Monday, 3 August 2015

Glasstress 2015 Gotika (1)

For the last four Venice Biennales we have made a point of visiting Glasstress, the exhibitions initiated by Adriano Berengo, with the purpose of consecrating "glass as a noble material, one of the most innovative in contemporary art," as Berengo states in the introduction to the exhibition brochure. Each exhibition focuses on artists not usually associated with glass, and often the artists are invited to make new objects using the facilities of Murano glass studios.

This Glasstress was possibly the best, and was also one of the very best things we saw in conjunction with the Biennale. The show is in two parts, one at the Istituto Veneto di Scienze, Lettere ed Arti in the Palazzo Franchetti, very near the Accademia Bridge on the San Marco side, and the other at the Fondazione Berengo on Murano.
Istituto staircase with Penny Byrne, Hurt Locker, 2015, at right
In this instance I would recommend the Istituto half much more enthusiastically than the Murano one, unless you really want to see the camel (Koen van Mechelen has participated in all the Glasstress exhibitions, with his ecologically based installations and objects, this time expanding from chickens to diversity in plants and animals.). Other times we have found the Murano section particularly engaging.

The Gothic theme was enhanced by loans of Gothic and neo-Gothic objects, most of them in glass, rock crystal and gold, from the State Hermitage Museum in St. Petersburg, precious objects displayed in cases along the walls, but without identifying labels, as far as I could tell.

Glass and metal objects from the Hermitage, Glasstress
 I was drawn, and still am drawn, but a section of the introductory label, where curator Dimitri Ozerkov compares the "magic rituals" of contemporary daily routines - checking email, charging devices, deleting spam, online chatting, instagraming, tweeting, gaming and reading news online - to the laborious tasks of medieval monks copying manuscripts. He suggests that we see the internet as comparable to a medieval amulet to ward off evil. And with that he celebrates the craft involved in creating objects for this exhibition.

Glasstress has always involved contemporary artists not usually know for their work in glass. This year a few of those I know best are Tony Cragg, Olafur Eliasson, Ilya and Emilia Kabakov, Jaume Plensa, Petah Coyne, Qiu Zhijie, Jake and Dinos Chapman, Bernar Venet, Joana Vasconcelos, Mimmo Paladino, and Zhang Huan. But those by artists I did not know were at least equally engaging.

Although very few people read my blog, I find writing it a great learning opportunity. The Glasstress exhibition was fascinating in and of itself, but in order to write about the objects, I do a certain amount of research and am amazed at what I find about the artists whose work interests me, but who are unfamiliar. It's a great learning opportunity, and I try to share it through images and links. These artists are amazing.

"Gothic" suggests stained glass, and several works capitalized on that idea. At first I found Belgian artist Wim Delvoye's stained glass images of the muses Melpomene and Calliope, 2001/2, merely interesting. Then I looked closer and saw the x-ray images that make up the two figures, combining multiple body parts, chains, rings, keys and other elements. Calliope, on the right, is multiply bound, so that the windows call to mind political issues rather than religious contemplation. And I learned that Delvoye specializes in disturbing, challenging art.

Wim Delvoye, Melpomene, 2001/2, detail
 
In a similar vein, the lovely classical-looking chandelier by Chinese artist Song Dong turns out to be a bit less harmless. Titled Glass Big Brother, 2015, it is composed of glass surveillance cameras.

Song Dong, Glass Big Brother, 2015
American Bart Dorsa  (He has lived in Moscow for several years and his grandfather invented Eggo waffles.) showed fragmented hollow white sculptures of partial bodies in a totally darkened space. While I was not particularly engaged by his exhibition of photogaphs of a young woman named Katya as a collateral event of the 2013 Biennale, these glass sculptures were more evocative. In the label he associates them with a sculpture of Joan of Arc he discovered in Notre Dame in Paris.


◆ **Task statement**: Copy out the records precisely, omitting pictures.

◆ **The data**:
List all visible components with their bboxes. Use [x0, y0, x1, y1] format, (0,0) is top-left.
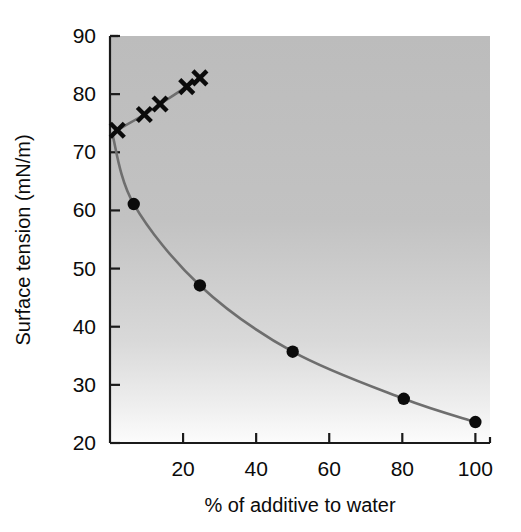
y-tick-label: 40 — [73, 315, 96, 338]
chart-figure: 2030405060708090 20406080100 % of additi… — [0, 0, 521, 532]
x-tick-label: 40 — [244, 457, 267, 480]
data-point-circle — [128, 198, 140, 210]
y-tick-label: 90 — [73, 24, 96, 47]
x-tick-label: 60 — [318, 457, 341, 480]
data-point-circle — [469, 416, 481, 428]
x-tick-label: 20 — [171, 457, 194, 480]
y-tick-label: 30 — [73, 373, 96, 396]
x-tick-label: 100 — [458, 457, 493, 480]
y-tick-label: 70 — [73, 140, 96, 163]
y-tick-label: 80 — [73, 82, 96, 105]
x-axis-title: % of additive to water — [204, 494, 396, 516]
data-point-circle — [398, 393, 410, 405]
x-tick-label: 80 — [391, 457, 414, 480]
y-axis-title: Surface tension (mN/m) — [12, 134, 34, 345]
data-point-circle — [286, 346, 298, 358]
y-tick-label: 20 — [73, 431, 96, 454]
y-axis-tick-labels: 2030405060708090 — [73, 24, 96, 454]
surface-tension-chart: 2030405060708090 20406080100 % of additi… — [0, 0, 521, 532]
data-point-circle — [194, 279, 206, 291]
y-tick-label: 60 — [73, 198, 96, 221]
x-axis-tick-labels: 20406080100 — [171, 457, 493, 480]
y-tick-label: 50 — [73, 257, 96, 280]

◆ **The answer**:
List all visible components with their bboxes. Use [x0, y0, x1, y1] format, (0,0) is top-left.
y-tick-label: 40 — [73, 315, 96, 338]
chart-figure: 2030405060708090 20406080100 % of additi… — [0, 0, 521, 532]
x-tick-label: 40 — [244, 457, 267, 480]
data-point-circle — [128, 198, 140, 210]
y-tick-label: 90 — [73, 24, 96, 47]
x-tick-label: 60 — [318, 457, 341, 480]
data-point-circle — [469, 416, 481, 428]
x-tick-label: 20 — [171, 457, 194, 480]
y-tick-label: 30 — [73, 373, 96, 396]
x-tick-label: 100 — [458, 457, 493, 480]
y-tick-label: 70 — [73, 140, 96, 163]
y-tick-label: 80 — [73, 82, 96, 105]
x-axis-title: % of additive to water — [204, 494, 396, 516]
data-point-circle — [398, 393, 410, 405]
x-tick-label: 80 — [391, 457, 414, 480]
y-axis-title: Surface tension (mN/m) — [12, 134, 34, 345]
data-point-circle — [286, 346, 298, 358]
y-tick-label: 20 — [73, 431, 96, 454]
y-axis-tick-labels: 2030405060708090 — [73, 24, 96, 454]
surface-tension-chart: 2030405060708090 20406080100 % of additi… — [0, 0, 521, 532]
data-point-circle — [194, 279, 206, 291]
y-tick-label: 60 — [73, 198, 96, 221]
x-axis-tick-labels: 20406080100 — [171, 457, 493, 480]
y-tick-label: 50 — [73, 257, 96, 280]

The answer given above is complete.